I felt like an idiot, have seen the back of that PC many times but for some reason just never noticed or thought about the coaxial bits and what they could be for. Oh well lets just order some cheap sticks and hope it helps.

So I with the cheap set of antennas in hand, I screwed them on. Honestly expected it not to do anything because its never that simple. Fired up speedtest before and after installation. Before antennas was 10mbps up and down After installing the antennas >200mbps down and >100mpbs up. Yeeeeah looks like that took care of the issue right away.

In the future ill look on the back of my big desktops and see if they could be easily upgraded with a set of antennas. The more you know!

 

Hello, I am trying to get some advice from experienced electricians and engineer workers on what jobs could be a good fit for my experience and skill sets. As well as advice on how to do a better job picking work that won't screw me over.

I am a nationally certified (NOCTI) Electromechanical Engineer.

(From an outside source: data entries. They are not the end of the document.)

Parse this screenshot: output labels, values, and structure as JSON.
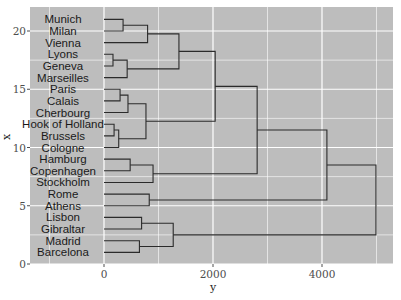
{
  "chart_data": {
    "type": "dendrogram",
    "title": "",
    "xlabel": "y",
    "ylabel": "x",
    "orientation": "horizontal",
    "xlim": [
      -1900,
      5500
    ],
    "ylim": [
      0,
      22
    ],
    "x_ticks": [
      0,
      2000,
      4000
    ],
    "x_tick_labels": [
      "0",
      "2000",
      "4000"
    ],
    "y_ticks": [
      0,
      5,
      10,
      15,
      20
    ],
    "y_tick_labels": [
      "0",
      "5",
      "10",
      "15",
      "20"
    ],
    "grid": true,
    "panel_background": "#bdbdbd",
    "grid_color": "#ffffff",
    "line_color": "#2b2b2b",
    "leaves": [
      {
        "label": "Munich",
        "pos": 21
      },
      {
        "label": "Milan",
        "pos": 20
      },
      {
        "label": "Vienna",
        "pos": 19
      },
      {
        "label": "Lyons",
        "pos": 18
      },
      {
        "label": "Geneva",
        "pos": 17
      },
      {
        "label": "Marseilles",
        "pos": 16
      },
      {
        "label": "Paris",
        "pos": 15
      },
      {
        "label": "Calais",
        "pos": 14
      },
      {
        "label": "Cherbourg",
        "pos": 13
      },
      {
        "label": "Hook of Holland",
        "pos": 12
      },
      {
        "label": "Brussels",
        "pos": 11
      },
      {
        "label": "Cologne",
        "pos": 10
      },
      {
        "label": "Hamburg",
        "pos": 9
      },
      {
        "label": "Copenhagen",
        "pos": 8
      },
      {
        "label": "Stockholm",
        "pos": 7
      },
      {
        "label": "Rome",
        "pos": 6
      },
      {
        "label": "Athens",
        "pos": 5
      },
      {
        "label": "Lisbon",
        "pos": 4
      },
      {
        "label": "Gibraltar",
        "pos": 3
      },
      {
        "label": "Madrid",
        "pos": 2
      },
      {
        "label": "Barcelona",
        "pos": 1
      }
    ],
    "merges": [
      {
        "a": 21,
        "b": 20,
        "height": 350,
        "pos": 20.5
      },
      {
        "a": 20.5,
        "b": 19,
        "height": 800,
        "pos": 19.75
      },
      {
        "a": 18,
        "b": 17,
        "height": 165,
        "pos": 17.5
      },
      {
        "a": 17.5,
        "b": 16,
        "height": 425,
        "pos": 16.75
      },
      {
        "a": 19.75,
        "b": 16.75,
        "height": 1375,
        "pos": 18.25
      },
      {
        "a": 15,
        "b": 14,
        "height": 295,
        "pos": 14.5
      },
      {
        "a": 14.5,
        "b": 13,
        "height": 440,
        "pos": 13.75
      },
      {
        "a": 12,
        "b": 11,
        "height": 185,
        "pos": 11.5
      },
      {
        "a": 11.5,
        "b": 10,
        "height": 270,
        "pos": 10.75
      },
      {
        "a": 13.75,
        "b": 10.75,
        "height": 770,
        "pos": 12.25
      },
      {
        "a": 18.25,
        "b": 12.25,
        "height": 2040,
        "pos": 15.25
      },
      {
        "a": 9,
        "b": 8,
        "height": 480,
        "pos": 8.5
      },
      {
        "a": 8.5,
        "b": 7,
        "height": 900,
        "pos": 7.75
      },
      {
        "a": 15.25,
        "b": 7.75,
        "height": 2810,
        "pos": 11.5
      },
      {
        "a": 6,
        "b": 5,
        "height": 830,
        "pos": 5.5
      },
      {
        "a": 11.5,
        "b": 5.5,
        "height": 4090,
        "pos": 8.5
      },
      {
        "a": 4,
        "b": 3,
        "height": 690,
        "pos": 3.5
      },
      {
        "a": 2,
        "b": 1,
        "height": 650,
        "pos": 1.5
      },
      {
        "a": 3.5,
        "b": 1.5,
        "height": 1270,
        "pos": 2.5
      },
      {
        "a": 8.5,
        "b": 2.5,
        "height": 4990,
        "pos": 5.5
      }
    ]
  }
}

I got mentally/emotionally chewed up and spit out after working as a maintenance technician for a couple years as a young 'n dumb kid right out of school. I have kept my electrical skills sharp enough to wire up my own offgrid solar DC systems. I remember enough theory to do calculations and read schematics. My maintenance days have me somewhat familiar with electrical wiring, air duct systems, mechanical drives, pneumatic/hydraulic systems, PLC automation, and repairing broken parts with all manner of tools. I enjoy the feelings of satisfaction and capability that comes from successfully putting together and maintaining an efficient functioning system.

But im kind of scared to get back into the career field knowing how dangerous it can be (Ive mainly worked on 480v systems) and how little money I was paid before. On one hand I feel like I should use my highly technical skills and further a real career. However on the other hand every company i’ve ever worked for has screwed me over with promised training that never happened, severely understaffed stressed out maintenance teams who didn’t have the time or energy to spend teaching a newbie, and OSHA violations so egregious the inspectors were surely bribed.

I guess im trying to ask where I went wrong. What job paths are a better use of my skills that isn't so mentally and physically taxing? What are some red flags to look out for? What is contracting work like? Should I try to get into a union? I really don’t know if I want to get back into this career field and I don’t know if I want to commit to a 2 year apprenticeship contract.

Im kind of an environment guy who cares about clean energy and would love to be helping out the planet a little through my work sometimes I fantasize about working on solar arrays and renewable energy stuff.

Im pretty good with computers and IT, I use linux daily, can ssh into a remote server, port forward, and have set up some local services on my own network. I am a main developer of an open source project decently familiar with the basics of programming in lua and commiting with git. A lot of the older guys have appreciated my help navigating companies old poorly organized intranets for schematic scans and work orders.

I am in my mid 20s, single and from the US but willing to travel.